Version 1.9 released
Version 1.9 is available, adding a camera animation sequence tool, new colourmapping functionality, and adding several smaller usability improvements.
by Marc Rautenhaus (comments: 0)
A 3D visualization created with Met.3D appears on the front cover of the May 2018 issue of the "Bulletin of the American Meteorological Society". The image shows data from the article "Flow-Dependent Reliability: A Path to More Skillful Ensemble Forecasts" by Mark Rodwell et al. Thank you to Mark for this cooperation and to our student Florian Märkl for help with creating the image.
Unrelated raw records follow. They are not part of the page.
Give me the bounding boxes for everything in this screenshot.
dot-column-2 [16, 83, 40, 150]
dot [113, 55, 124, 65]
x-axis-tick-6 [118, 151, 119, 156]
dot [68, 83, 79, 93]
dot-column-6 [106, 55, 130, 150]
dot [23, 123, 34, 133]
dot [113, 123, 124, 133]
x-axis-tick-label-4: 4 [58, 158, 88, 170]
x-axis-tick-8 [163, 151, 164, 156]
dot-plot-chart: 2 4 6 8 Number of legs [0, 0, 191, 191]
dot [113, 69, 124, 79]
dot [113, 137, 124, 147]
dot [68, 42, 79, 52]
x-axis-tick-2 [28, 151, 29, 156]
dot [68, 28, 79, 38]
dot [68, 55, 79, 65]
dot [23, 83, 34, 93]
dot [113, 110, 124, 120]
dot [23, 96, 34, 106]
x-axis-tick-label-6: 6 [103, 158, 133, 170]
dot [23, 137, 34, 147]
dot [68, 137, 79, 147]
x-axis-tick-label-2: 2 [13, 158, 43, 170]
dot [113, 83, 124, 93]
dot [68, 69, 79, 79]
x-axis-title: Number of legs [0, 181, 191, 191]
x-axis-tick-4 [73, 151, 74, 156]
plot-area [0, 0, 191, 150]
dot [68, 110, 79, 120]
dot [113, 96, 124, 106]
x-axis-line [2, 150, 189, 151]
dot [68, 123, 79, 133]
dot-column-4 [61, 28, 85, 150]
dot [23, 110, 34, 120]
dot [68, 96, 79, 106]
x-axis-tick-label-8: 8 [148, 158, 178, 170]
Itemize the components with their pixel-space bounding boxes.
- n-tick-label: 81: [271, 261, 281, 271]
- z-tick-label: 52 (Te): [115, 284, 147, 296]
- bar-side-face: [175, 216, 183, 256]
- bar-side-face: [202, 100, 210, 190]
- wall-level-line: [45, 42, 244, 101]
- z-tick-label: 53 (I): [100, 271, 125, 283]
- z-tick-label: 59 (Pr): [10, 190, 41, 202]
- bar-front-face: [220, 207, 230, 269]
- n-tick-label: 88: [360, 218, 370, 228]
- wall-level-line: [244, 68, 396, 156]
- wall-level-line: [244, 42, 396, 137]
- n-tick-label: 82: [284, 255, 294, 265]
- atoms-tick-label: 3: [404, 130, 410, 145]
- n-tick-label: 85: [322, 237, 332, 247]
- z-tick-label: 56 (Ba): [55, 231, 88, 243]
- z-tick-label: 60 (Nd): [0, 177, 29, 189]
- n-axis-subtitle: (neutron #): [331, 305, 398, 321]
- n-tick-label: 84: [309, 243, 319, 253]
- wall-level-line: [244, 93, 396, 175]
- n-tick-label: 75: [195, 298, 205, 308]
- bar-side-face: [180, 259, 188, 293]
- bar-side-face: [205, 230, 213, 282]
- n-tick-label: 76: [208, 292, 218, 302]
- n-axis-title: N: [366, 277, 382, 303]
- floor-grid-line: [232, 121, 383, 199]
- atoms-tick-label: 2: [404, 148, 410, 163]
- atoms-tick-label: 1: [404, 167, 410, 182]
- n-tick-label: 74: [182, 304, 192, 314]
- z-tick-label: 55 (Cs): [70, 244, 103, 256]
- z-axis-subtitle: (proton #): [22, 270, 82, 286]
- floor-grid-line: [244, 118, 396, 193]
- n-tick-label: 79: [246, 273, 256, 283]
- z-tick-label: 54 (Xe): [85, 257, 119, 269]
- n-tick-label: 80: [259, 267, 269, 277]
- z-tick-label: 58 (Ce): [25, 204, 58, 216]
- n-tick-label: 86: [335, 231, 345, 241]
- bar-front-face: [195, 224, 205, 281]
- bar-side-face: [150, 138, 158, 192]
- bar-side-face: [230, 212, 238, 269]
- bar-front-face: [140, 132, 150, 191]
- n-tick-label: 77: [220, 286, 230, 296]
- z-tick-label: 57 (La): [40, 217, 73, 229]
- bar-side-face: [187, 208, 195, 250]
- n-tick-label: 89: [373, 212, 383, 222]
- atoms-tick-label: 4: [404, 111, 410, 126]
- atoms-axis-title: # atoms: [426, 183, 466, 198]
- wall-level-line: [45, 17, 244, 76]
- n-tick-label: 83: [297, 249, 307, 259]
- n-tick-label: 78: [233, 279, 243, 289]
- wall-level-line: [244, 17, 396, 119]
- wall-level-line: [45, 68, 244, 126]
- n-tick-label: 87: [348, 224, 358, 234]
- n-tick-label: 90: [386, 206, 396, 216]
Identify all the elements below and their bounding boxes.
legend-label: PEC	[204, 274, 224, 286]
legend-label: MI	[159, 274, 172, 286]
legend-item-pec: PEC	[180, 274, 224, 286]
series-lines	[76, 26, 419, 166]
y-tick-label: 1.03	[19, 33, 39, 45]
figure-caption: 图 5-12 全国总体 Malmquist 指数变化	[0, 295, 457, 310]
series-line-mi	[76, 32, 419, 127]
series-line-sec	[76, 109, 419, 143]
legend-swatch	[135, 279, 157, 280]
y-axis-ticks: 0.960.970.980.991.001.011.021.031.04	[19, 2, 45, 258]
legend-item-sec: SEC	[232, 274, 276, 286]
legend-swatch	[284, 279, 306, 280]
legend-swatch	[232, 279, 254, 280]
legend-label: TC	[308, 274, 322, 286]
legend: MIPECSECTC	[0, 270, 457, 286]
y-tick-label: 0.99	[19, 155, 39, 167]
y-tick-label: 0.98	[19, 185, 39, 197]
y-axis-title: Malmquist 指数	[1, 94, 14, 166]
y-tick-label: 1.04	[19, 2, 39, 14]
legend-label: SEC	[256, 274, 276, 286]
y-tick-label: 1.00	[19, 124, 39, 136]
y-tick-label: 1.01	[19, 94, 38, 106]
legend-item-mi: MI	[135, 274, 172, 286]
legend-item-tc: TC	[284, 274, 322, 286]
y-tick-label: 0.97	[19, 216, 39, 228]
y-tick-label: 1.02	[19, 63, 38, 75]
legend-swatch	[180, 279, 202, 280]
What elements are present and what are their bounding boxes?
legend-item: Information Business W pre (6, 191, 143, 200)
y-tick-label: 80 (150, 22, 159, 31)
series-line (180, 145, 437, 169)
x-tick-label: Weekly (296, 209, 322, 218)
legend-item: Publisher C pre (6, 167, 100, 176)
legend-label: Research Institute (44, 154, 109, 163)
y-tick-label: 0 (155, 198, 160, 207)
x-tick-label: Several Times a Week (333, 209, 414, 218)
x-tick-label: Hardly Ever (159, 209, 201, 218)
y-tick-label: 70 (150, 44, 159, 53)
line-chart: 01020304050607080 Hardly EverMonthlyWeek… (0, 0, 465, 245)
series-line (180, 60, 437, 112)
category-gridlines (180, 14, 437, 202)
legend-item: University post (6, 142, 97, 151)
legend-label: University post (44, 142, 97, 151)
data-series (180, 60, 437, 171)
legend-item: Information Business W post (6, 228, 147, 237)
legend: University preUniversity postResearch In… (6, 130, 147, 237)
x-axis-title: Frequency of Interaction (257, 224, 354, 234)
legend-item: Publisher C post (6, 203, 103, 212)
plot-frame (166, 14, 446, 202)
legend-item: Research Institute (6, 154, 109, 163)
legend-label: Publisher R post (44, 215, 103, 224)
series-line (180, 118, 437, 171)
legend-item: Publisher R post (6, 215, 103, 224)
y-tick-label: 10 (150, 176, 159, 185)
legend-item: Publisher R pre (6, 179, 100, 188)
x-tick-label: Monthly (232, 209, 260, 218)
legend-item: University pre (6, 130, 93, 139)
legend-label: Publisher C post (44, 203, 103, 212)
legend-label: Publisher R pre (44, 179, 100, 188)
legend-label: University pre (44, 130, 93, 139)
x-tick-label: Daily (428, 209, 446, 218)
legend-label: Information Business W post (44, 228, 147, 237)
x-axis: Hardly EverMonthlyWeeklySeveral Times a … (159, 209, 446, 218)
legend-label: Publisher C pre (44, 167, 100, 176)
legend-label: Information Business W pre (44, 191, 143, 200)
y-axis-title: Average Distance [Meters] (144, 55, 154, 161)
For creation of the image, we used direct volume rendering functionality implemented by Florian in his Bachelor's thesis.
Version 1.9 is available, adding a camera animation sequence tool, new colourmapping functionality, and adding several smaller usability improvements.
Our article on how 3-D analysis with Met.3D revealed midlatitude overshooting convection during the CIRRUS-HL field experiment has just been published in the Bulletin of the American Meteorological Society: https://doi.org/10.1175/BAMS-D-22-0103.1
Also watch the video: https://doi.org/10.1175/BAMS-D-22-0103.2
A new method for 3-D multiparameter trajectory visualization is based on Met.3D - see the publication in Geoscientific Model Development: https://gmd.copernicus.org/articles/16/4617/2023/
Our new paper on 3-D front detection has just been published as a highlight paper in Geoscientific Model Development: https://gmd.copernicus.org/articles/16/4427/2023/
A new version 1.8 is available, adding computation of partial derivatives and fixing several minor bugs.